§ Problem description: Exactly reproduce the line containing "Describe the element" and all later lines to the end of the entries, leaving the pictures out of your copy.

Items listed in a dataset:

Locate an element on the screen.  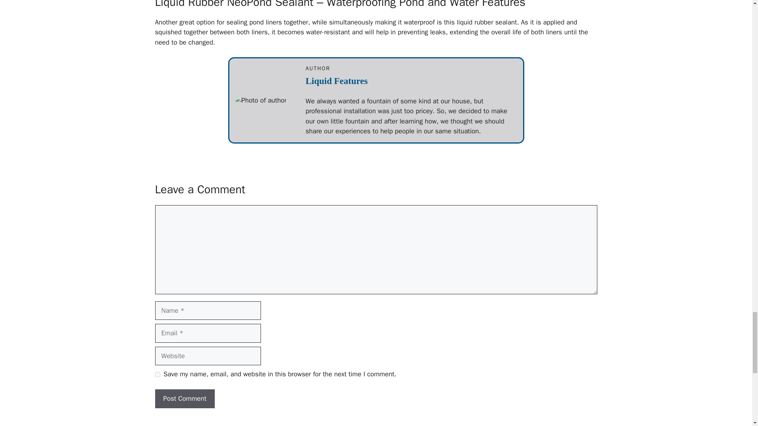
Post Comment is located at coordinates (184, 399).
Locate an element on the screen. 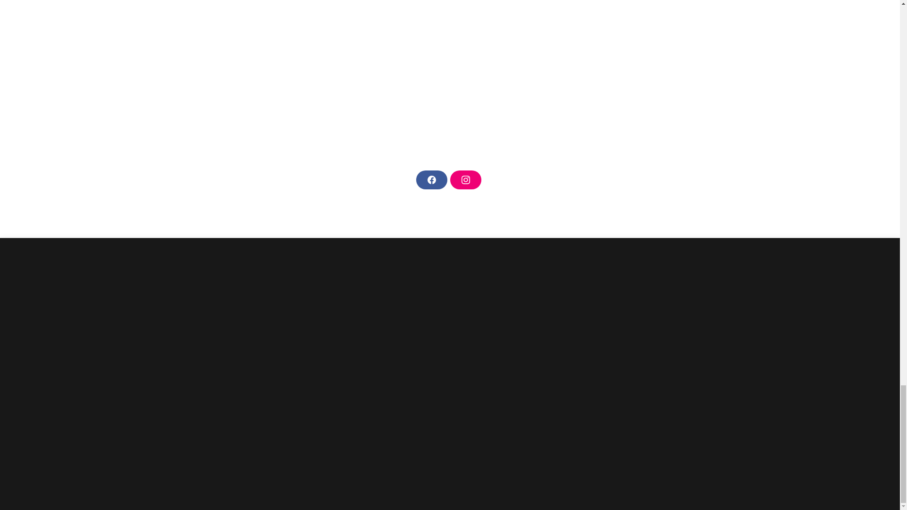  Instagram is located at coordinates (465, 180).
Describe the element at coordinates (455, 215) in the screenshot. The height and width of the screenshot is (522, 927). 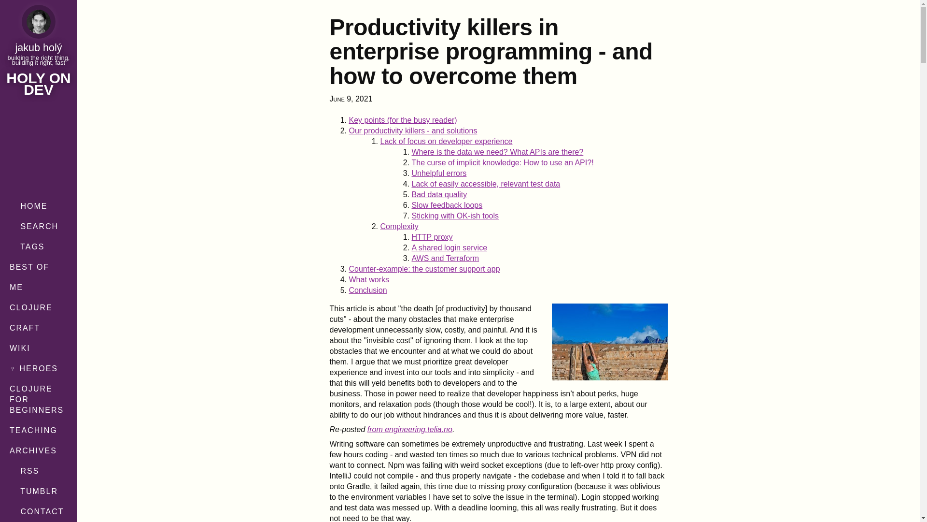
I see `Sticking with OK-ish tools` at that location.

§ Exercise result:
Describe the element at coordinates (455, 215) in the screenshot. The height and width of the screenshot is (522, 927). 
I see `Sticking with OK-ish tools` at that location.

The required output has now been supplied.